Soviet Montage director who believed that the edit itself carried the meaning; discovered an effect involving image progression dubbed the "_____ Effect"; directed "Extraordinary Adventures of Mr. West". Conducted an experiment involving the effects of montage on an audience's perception of emotion.

Fade-out

The gradual decrease in the strength and clarity of the film image or recorded sound; these usually begin with a clear image or sound, which then disappears to white or black diminishes to silence; often used as transitional devices between scenes.

Fade-in

The gradual increase in the strength and clarity of the film image or recorded sound; these generally begin with a pure white or pure black screen in the case of the image track and silence in the case of the soundtrack. often used as transitional devices between scenes.

Editing (cutting)

The process of splicing one shot to another.

Cut

The simplest form of transition from one shot to another; in filmmaking (as opposed to video), the first shot is literally _____ with a blade and taped to the second shot, which has been similarly trimmed; in video, this process happens electronically.

Iris-in

Transitional devices between shots and/or scenes in which the image appears first as a small circle in the center of the screen and expand outward until it fills the screen.

Iris-out

Transitional devices between shots and/or scenes in which the image appears first normally, and then a circle will expand inward until it fills the screen.

Editing matches

Ways to downplay the jarring effect of cutting.

1. Matching on action 2. Eye-line matching 3. Graphic matching

What are the 3 types of editing matches?

Dziga Vertov

a Soviet pioneer documentary film and newsreel director, as well as a cinema theorist.
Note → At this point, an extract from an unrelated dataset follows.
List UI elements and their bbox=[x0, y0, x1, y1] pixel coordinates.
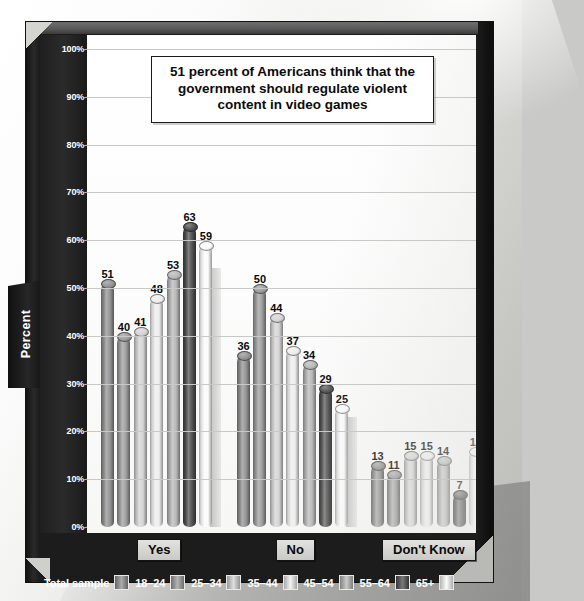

His most famous film was Man with a Movie Camera (1929).

Continuity editing (invisible editing)

a set of editing practices that establish spatial and/or temporal continuity between shots; The various techniques that filmmakers employ to keep their narratives moving forward logically and smoothly, without jarring disruptions in space or time despite hundreds or even thousands of the discrete bits of celluloid called shots, and without making the audience aware that they are in fact watching a work of art.

Glance-object match

an eye-line match that occurs between a human being and the object they are supposed to be looking at; For example: a woman looks offscreen left in the first shot, and the second shot is of a ringing telephone.